List of Portuguese Words of Germanic Origin

List Of Portuguese Words Of Germanic Origin

This is a list of Portuguese words that come from Germanic languages. It is further divided into words that come from English, Frankish, Langobardic, Middle Dutch, Middle High German, Middle Low German, Old English, Old High German, Old Norse, Old Swedish, and Visigothic and finally, words which come from Germanic with the specific source unknown.

Some of these words existed in Latin as loanwords from other languages. Some of these words have alternate etymologies and may also appear on a list of Portuguese words from a different language. Some words contain non-Germanic elements. Any form with an asterisk (*) is unattested and therefore hypothetical.

Read more about List Of Portuguese Words Of Germanic Origin:  Dutch, English, Frankish, German, Latin Words in Portuguese of Germanic Origin, Langobardic, Middle Dutch, Middle English, Old English, Old High German, Old Norse, Visigothic, Germanic

Famous quotes containing the words list of, list, words and/or origin:

    Religious literature has eminent examples, and if we run over our private list of poets, critics, philanthropists and philosophers, we shall find them infected with this dropsy and elephantiasis, which we ought to have tapped.
    Ralph Waldo Emerson (1803–1882)

    Thirty—the promise of a decade of loneliness, a thinning list of single men to know, a thinning brief-case of enthusiasm, thinning hair.
    F. Scott Fitzgerald (1896–1940)

    Let us eat and drink; for tomorrow we shall die.
    Bible: Hebrew Isaiah, 22:13.

    Almost the same words are found in 1 Corinthians 15:32, and both verses are frequently confused with Ecclesiastes 8:15: “A man hath no better thing under the sun, than to eat, and to drink, and to be merry.”

    The real, then, is that which, sooner or later, information and reasoning would finally result in, and which is therefore independent of the vagaries of me and you. Thus, the very origin of the conception of reality shows that this conception essentially involves the notion of a COMMUNITY, without definite limits, and capable of a definite increase of knowledge.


TASK INSTRUCTIONS -> Each line of the records below that holds "moment" should be returned.

LISTED RECORDS ->
········

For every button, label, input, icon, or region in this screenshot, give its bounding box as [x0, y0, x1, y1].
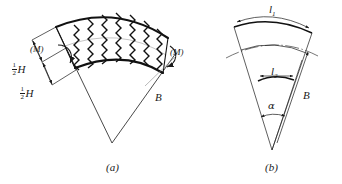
panel-a-half-depth-lower-label: 1 2 H	[20, 78, 33, 102]
panel-a-radius-leader	[145, 56, 176, 86]
half-depth-upper-variable: H	[18, 64, 26, 75]
panel-a-caption: (a)	[106, 162, 119, 173]
panel-b-outer-arc-label: l1	[269, 4, 276, 18]
panel-a-moment-right-label: (M)	[170, 48, 184, 57]
panel-a-dim-arrow-lower	[43, 63, 52, 84]
panel-a-zigzag-hatch	[74, 13, 162, 70]
panel-b-inner-arc-label: l2	[271, 66, 278, 80]
panel-b-radius-b-label: B	[303, 90, 310, 101]
panel-a-moment-left-label: (M)	[30, 45, 44, 54]
panel-a-inner-arc	[75, 60, 163, 73]
panel-b-geometry	[226, 17, 318, 150]
outer-arc-subscript: 1	[272, 10, 276, 18]
fraction-one-half-upper: 1 2	[12, 62, 17, 78]
panel-b-second-arc	[241, 45, 309, 54]
panel-a-half-depth-upper-label: 1 2 H	[12, 54, 25, 78]
panel-a-radius-b-label: B	[155, 92, 162, 103]
panel-b-outer-arc	[234, 22, 312, 33]
inner-arc-subscript: 2	[274, 72, 278, 80]
panel-b-angle-arc	[261, 114, 285, 117]
panel-b-angle-alpha-label: α	[268, 101, 275, 111]
fraction-one-half-lower: 1 2	[20, 86, 25, 102]
panel-b-caption: (b)	[265, 162, 278, 173]
half-depth-lower-variable: H	[26, 88, 34, 99]
panel-a-geometry	[32, 13, 176, 143]
panel-a-right-radial-edge	[112, 53, 176, 143]
panel-a-outer-arc	[56, 17, 168, 38]
panel-a-mid-arc	[62, 38, 166, 55]
figure-container: (M) (M) 1 2 H 1 2 H B (a) l1 l2 B α (b)	[0, 0, 342, 184]
panel-a-drawing	[0, 0, 342, 184]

········

SOLUTION TO THIS TASK ->
panel-a-moment-right-label: (M)	[170, 48, 184, 57]
panel-a-moment-left-label: (M)	[30, 45, 44, 54]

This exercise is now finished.